Specific actions such as reporting, monitoring, exchange outreach preparation, or legal-support escalation, each framed with realistic expectations.
The report is formatted so it can be used with legal counsel, law enforcement, insurers, exchange teams, or internal firm workflows.
The strongest positive indicators are usually a clear transaction trail, documented evidence, rapid reporting, and exposure to a known exchange or service. The more of these are present, the more practical the next-step route tends to become.
Mixing services make tracing harder but not always impossible. The assessment will tell you whether the mixing in your case is a major barrier, whether useful destination context still exists, and whether further work is justified.
Not directly - the on-chain evidence is what matters most, not the amount. However, the economics of legal recovery action do become more relevant for smaller amounts, and we will be upfront about this if it affects our recommendations.
Timing varies with case complexity, evidence quality, and the number of chains or endpoints involved. Straightforward matters are quicker; multi-chain, mixer, or cross-border cases usually take longer.

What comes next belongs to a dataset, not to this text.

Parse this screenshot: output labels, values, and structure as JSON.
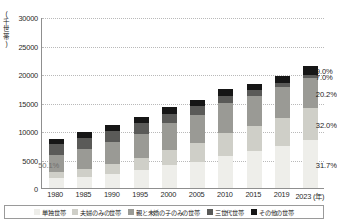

We will still explain what we found, why the case is weak, and what can still be preserved or documented. In some matters, reporting, monitoring, or holding a documented record may still be worthwhile even when immediate recovery is not.
Yes. The report is designed to be shareable and can support discussions with legal counsel, law enforcement, insurers, exchange compliance teams, or any other party involved in the case.
A feasibility assessment gives you a clearer understanding of the facts before committing to tracing, escalation, or recovery work. Free to start, with no obligation to continue.